Indoctrination 101

Re-educating teachers. Literally.

Do you believe in the American dream—the idea that in this country,hardworking people of every race, color and creed can get ahead ontheir own merits? If so, that belief may soon bar you from getting alicense to teach in Minnesota public schools—at least if you plan toget your teaching degree at the University of Minnesota’s Twin Citiescampus.

In a report compiled last summer, the Race, Culture, Class andGender Task Group at the U’s College of Education and Human Developmentrecommended that aspiring teachers there must repudiate the notion of“the American Dream” in order to obtain the recommendation forlicensure required by the Minnesota Board of Teaching. Instead, teachercandidates must embrace—and be prepared to teach our state’s kids—thetask force’s own vision of America as an oppressive hellhole: racist,sexist and homophobic.

The task group is part of the Teacher Education Redesign Initiative,a multiyear project to change the way future teachers are trained atthe U’s flagship campus. The initiative is premised, in part, on theconviction that Minnesota teachers’ lack of “cultural competence”contributes to the poor academic performance of the state’s minoritystudents. Last spring, it charged the task group with coming up withrecommendations to change this. In January, planners will review therecommendations and decide how to proceed.

The report advocates making race, class and gender politics the“overarching framework” for all teaching courses at the U. It calls forevaluating future teachers in both coursework and practice teachingbased on their willingness to fall into ideological lockstep.

The first step toward “cultural competence,” says the task group, isfor future teachers to recognize—and confess—their own bigotry. Anyonefamiliar with the reeducation camps of China’s Cultural Revolution willrecognize the modus operandi.

The task group recommends, for example, that prospective teachers berequired to prepare an “autoethnography” report. They must describetheir own prejudices and stereotypes, question their “cultural” motivesfor wishing to become teachers, and take a “cultural intelligence”assessment designed to ferret out their latent racism, classism andother “isms.” They “earn points” for “demonstrating the ability to beself-critical.”

The task group opens its report with a model for officially approvedconfessional statements: “As an Anglo teacher, I struggle to quietvoices from my own farm family, echoing as always from some unstatedstandard… . How can we untangle our own deeply entrenched assumptions?”

The goal of these exercises, in the task group’s words, is to ensurethat “future teachers will be able to discuss their own histories andcurrent thinking drawing on notions of white privilege, hegemonicmasculinity, heteronormativity, and internalized oppression.”

Future teachers must also recognize and denounce the fundamentalinjustices at the heart of American society, says the task group. Froma historical perspective, they must “understand that … many groups aretypically not included” within America’s “celebrated culturalidentity,” and that “such exclusion is frequently a result ofdissimilarities in power and influence.” In particular, aspiringteachers must be able “to explain how institutional racism works inschools.”

After indoctrination of this kind, who wouldn’t conclude that theAmerican Dream of equality for all is a cruel hoax? But just to makesure, the task force recommends requiring “our future teachers” to“articulate a sophisticated and nuanced critical analysis” of this viewof the American promise. In the process, they must incorporate the“myth of meritocracy in the United States,” the “history of demands forassimilation to white, middle-class, Christian meanings and values,[and] history of white racism, with special focus on current colorblindideology.”

What if some aspiring teachers resist this effort at thought controland object to parroting back an ideological line as a condition offuture employment? The task group has Orwellian plans for such rebels:The U, it says, must “develop clear steps and procedures for workingwith non-performing students, including a remediation plan.”

And what if students’ ideological purity is tainted once they beginto do practice teaching in the public schools? The task group framesthe danger this way: “How can we be sure that teaching supervisors arethemselves developed and equipped in cultural competence outcomes inorder to supervise beginning teachers around issues of race, class,culture, and gender?”

Its answer? “Requir[e] training/workshop for all supervisors.Perhaps a training session disguised as a thank you/recognitionceremony/reception at the beginning of the year?”

When teacher training requires a “disguise,” you know something sinister is going on.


▶ [Exercise requirements] How many lines below include the string "Image"? State the number alone.

▶ [Data for processing]
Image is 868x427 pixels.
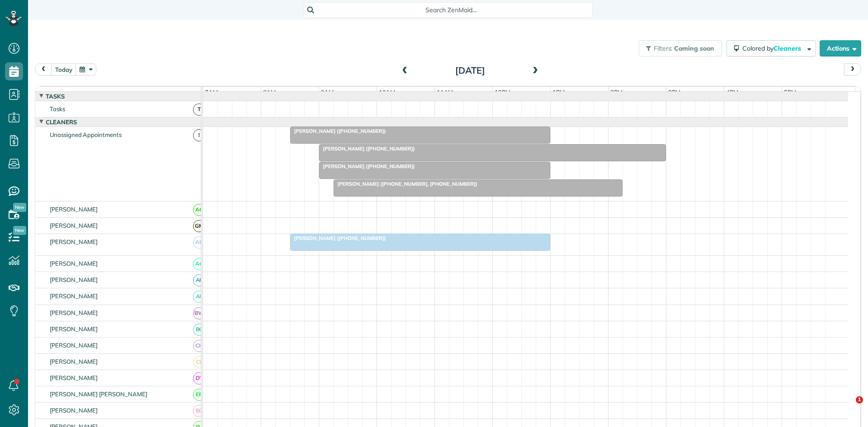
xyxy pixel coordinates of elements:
==
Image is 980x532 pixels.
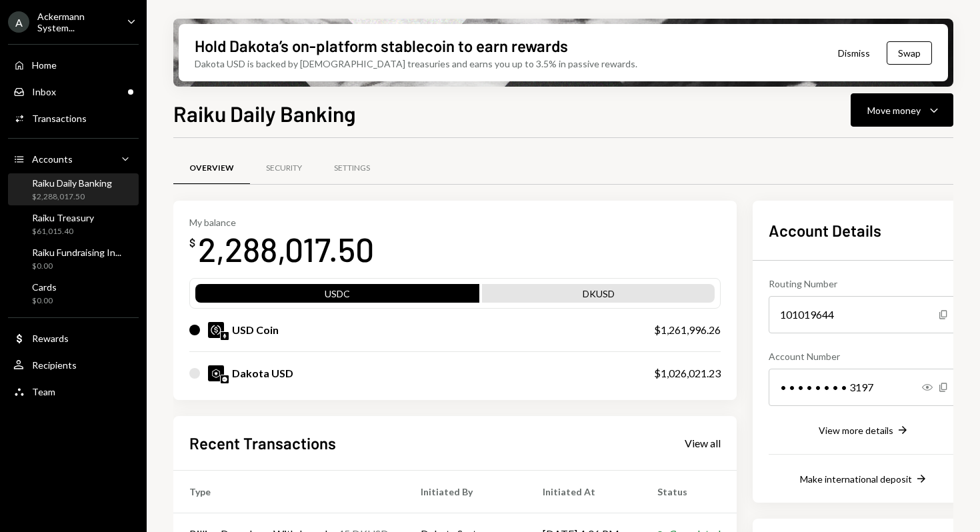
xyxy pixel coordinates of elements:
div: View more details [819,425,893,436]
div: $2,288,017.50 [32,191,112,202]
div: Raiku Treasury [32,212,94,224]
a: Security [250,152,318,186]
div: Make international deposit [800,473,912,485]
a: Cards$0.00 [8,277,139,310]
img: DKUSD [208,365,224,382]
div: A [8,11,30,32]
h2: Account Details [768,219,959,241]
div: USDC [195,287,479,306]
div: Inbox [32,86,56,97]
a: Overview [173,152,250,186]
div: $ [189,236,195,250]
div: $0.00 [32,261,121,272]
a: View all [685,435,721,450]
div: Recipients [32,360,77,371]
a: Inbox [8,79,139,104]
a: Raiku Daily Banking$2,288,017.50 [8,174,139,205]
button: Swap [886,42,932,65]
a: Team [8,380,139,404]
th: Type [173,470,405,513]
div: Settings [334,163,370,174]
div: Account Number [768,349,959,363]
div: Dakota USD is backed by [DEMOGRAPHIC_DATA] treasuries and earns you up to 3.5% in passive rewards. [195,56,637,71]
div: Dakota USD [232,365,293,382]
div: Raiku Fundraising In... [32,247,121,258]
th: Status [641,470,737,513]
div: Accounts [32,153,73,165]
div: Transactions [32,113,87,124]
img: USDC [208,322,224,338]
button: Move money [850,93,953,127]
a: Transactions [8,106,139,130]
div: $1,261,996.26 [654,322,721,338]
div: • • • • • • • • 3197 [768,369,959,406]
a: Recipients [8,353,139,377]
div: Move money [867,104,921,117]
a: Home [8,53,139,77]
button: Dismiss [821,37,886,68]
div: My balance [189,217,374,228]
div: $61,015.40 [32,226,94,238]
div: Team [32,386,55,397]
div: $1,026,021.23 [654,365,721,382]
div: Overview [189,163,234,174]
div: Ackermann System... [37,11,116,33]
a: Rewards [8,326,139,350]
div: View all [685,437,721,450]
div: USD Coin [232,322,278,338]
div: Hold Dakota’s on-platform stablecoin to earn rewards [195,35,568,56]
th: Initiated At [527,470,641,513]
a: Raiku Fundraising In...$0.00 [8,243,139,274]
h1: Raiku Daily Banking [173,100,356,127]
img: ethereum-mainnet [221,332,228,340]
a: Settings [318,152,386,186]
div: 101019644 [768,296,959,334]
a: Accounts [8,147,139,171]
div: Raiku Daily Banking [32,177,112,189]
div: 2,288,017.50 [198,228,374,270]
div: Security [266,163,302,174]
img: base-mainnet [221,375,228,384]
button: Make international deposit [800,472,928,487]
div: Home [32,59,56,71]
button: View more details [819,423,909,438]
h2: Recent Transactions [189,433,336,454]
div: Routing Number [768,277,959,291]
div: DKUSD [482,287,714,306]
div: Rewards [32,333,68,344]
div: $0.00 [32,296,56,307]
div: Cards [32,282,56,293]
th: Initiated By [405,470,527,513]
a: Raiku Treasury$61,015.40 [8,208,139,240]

▶ [Exercise solution] 2